Dan recovered. He was lucky. But the family carried the memory of those 72 hours — the uncertainty, the helplessness, the feeling of not being equipped to help the person they needed most — and it didn't go away just because the outcome was good.
The story people keep not learning from
This is not an unusual story. Versions of it come to us regularly. The details vary — sometimes it's a stroke, sometimes a car accident, sometimes a sudden illness — but the shape is almost always the same. Someone is incapacitated. The people who love them most are trying to help. And they discover, at the worst possible moment, that good intentions and close relationships don't translate into legal authority.
An LPA isn't a prediction that something bad will happen. It's permission — given in advance, when you're entirely well — for someone you trust to act on your behalf if you ever can't.
The woman who called us had watched this happen to her aunt at 52. She'd understood, in the abstract, why an LPA mattered. She'd carried that knowledge for almost a decade without acting on it. And then she watched it happen again, to someone her own age, and the abstract became very concrete.
That Monday morning call wasn't panicked. It was resolved. She'd made the decision. She just wanted someone who could do it quickly.
What we did, and what she had to think about
We started that same day. One of our planners talked her through the two types of Lasting Power of Attorney — the Property and Financial LPA, which covers bank accounts, property, and financial decisions, and the Health and Welfare LPA, which covers medical treatment, care arrangements, and day-to-day welfare. She wanted both. Sensible, given what she'd seen.
The planner walked her through the attorneys section — who to name, what the difference was between joint decisions and joint and several decisions, and what a replacement attorney does and when they'd step in. She'd assumed these were straightforward questions. Some of them weren't. Her business adds a layer of complexity that a purely personal LPA doesn't have: she needed to think about what she wanted her attorney to be able to do with the business, and what constraints, if any, she wanted to include.

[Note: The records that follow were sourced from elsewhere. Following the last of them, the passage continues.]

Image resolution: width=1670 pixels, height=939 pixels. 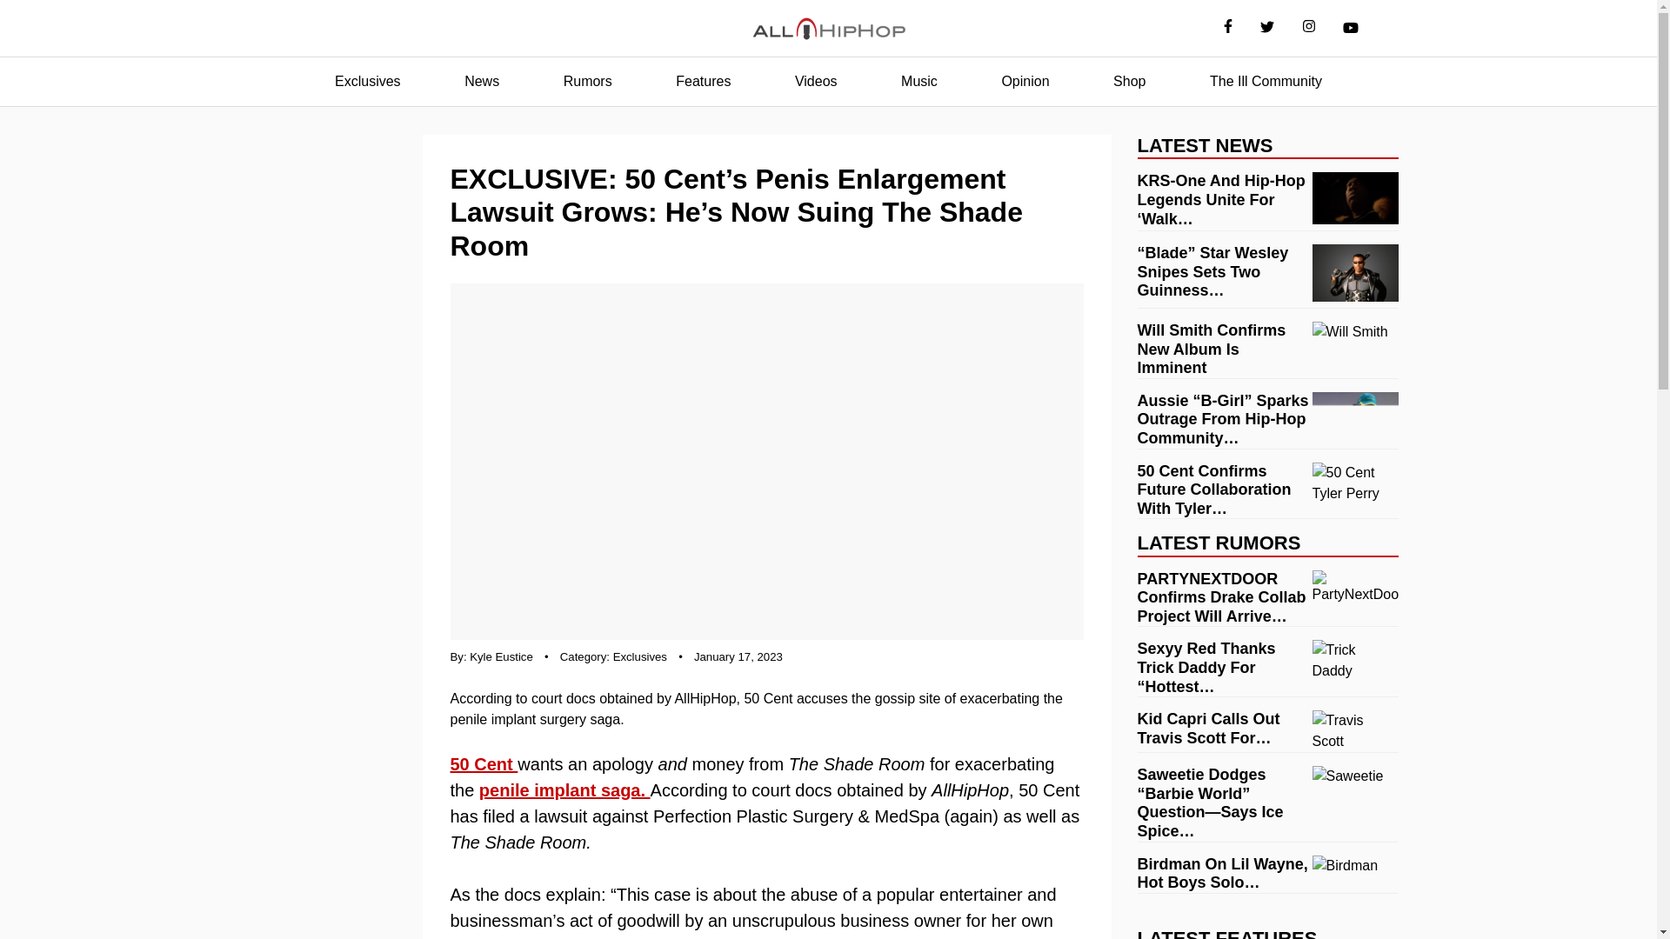 What do you see at coordinates (703, 82) in the screenshot?
I see `Features` at bounding box center [703, 82].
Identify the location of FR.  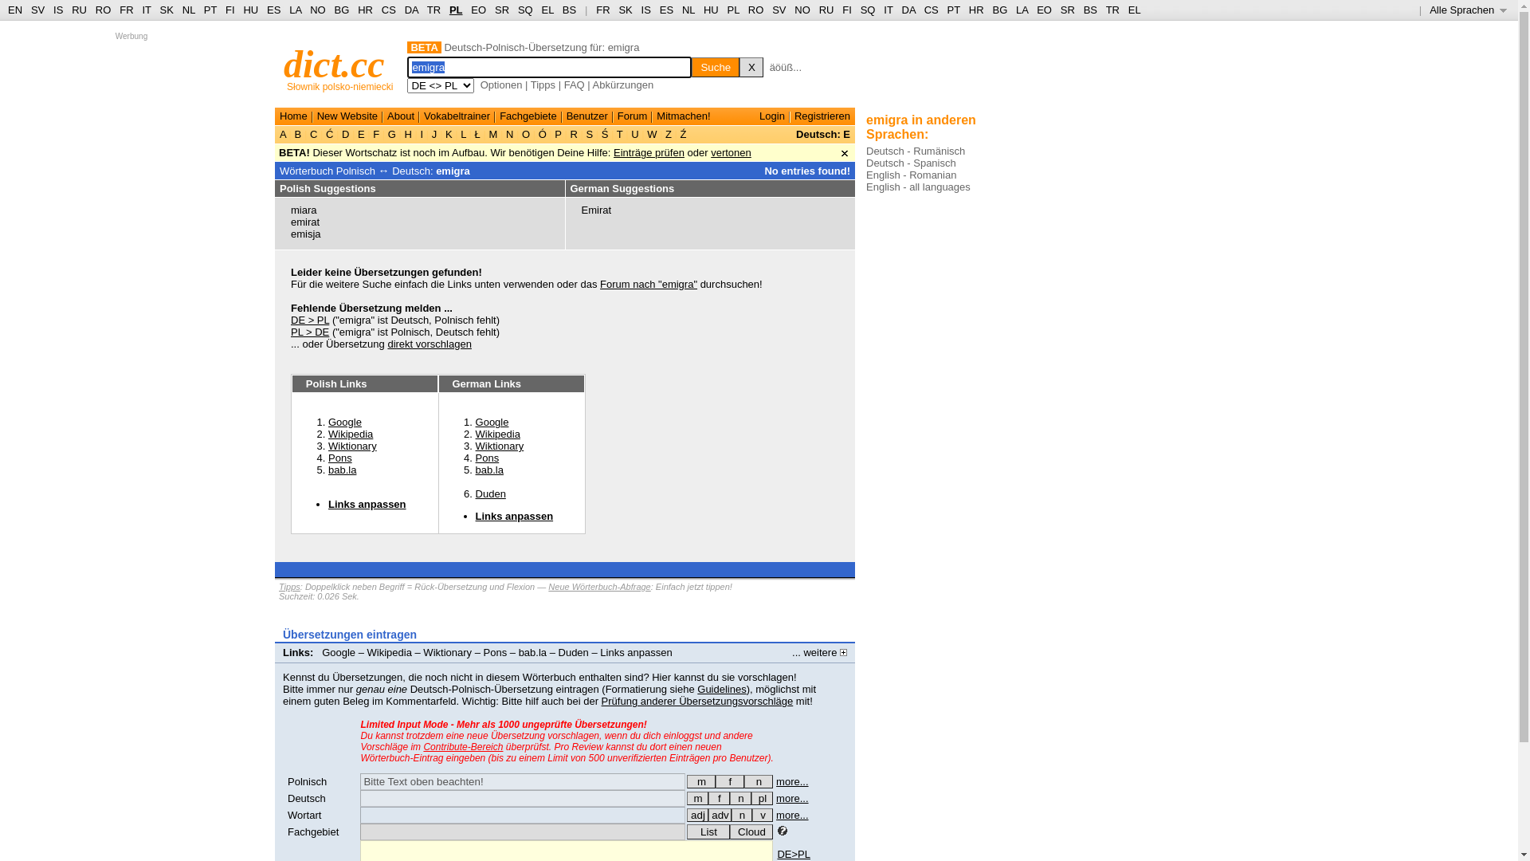
(126, 10).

She'd also never thought properly about the Health and Welfare side. Most people haven't. The questions it asks — about life-sustaining treatment, about care preferences, about what matters to you if you can no longer communicate it — aren't easy. But they're far better thought through now, in a calm conversation with a planner, than left for people who love you to guess at under pressure.
The documents were drafted that afternoon. She reviewed them that evening, had one change, and we turned it round the following morning. She signed them that week, submitted to the Office of the Public Guardian, and that was that.
Who this is actually for
LPAs are associated with older people because older people are more statistically likely to need them in the near term. But the document doesn't know how old you are.
Dan was 36. The woman who called us was mid-thirties. Her aunt had her stroke at 52. All of them were the kind of person who "didn't need to worry about that yet." None of them planned for anything to happen.
If you run a business and you're incapacitated — even for a week — someone needs to be able to act. If you're in a relationship and you haven't married, your partner has no automatic legal authority over your affairs. If you have strong views about medical treatment and you've never written them down anywhere that counts, the people making decisions on your behalf are guessing.
An LPA doesn't require a diagnosis. It doesn't require a health scare. It requires only that you're over 18 and that you have things and people you care about. Most people reading this have both.
Dan has his LPA now. He did it as soon as he was well enough. The woman who called us has hers. Her aunt, unfortunately, didn't — and that's a different and harder story.
An LPA you don't need yet costs very little, takes a day with the right help, and sits quietly in the background doing nothing for years. That's the best possible outcome. That's what you're hoping for when you make one.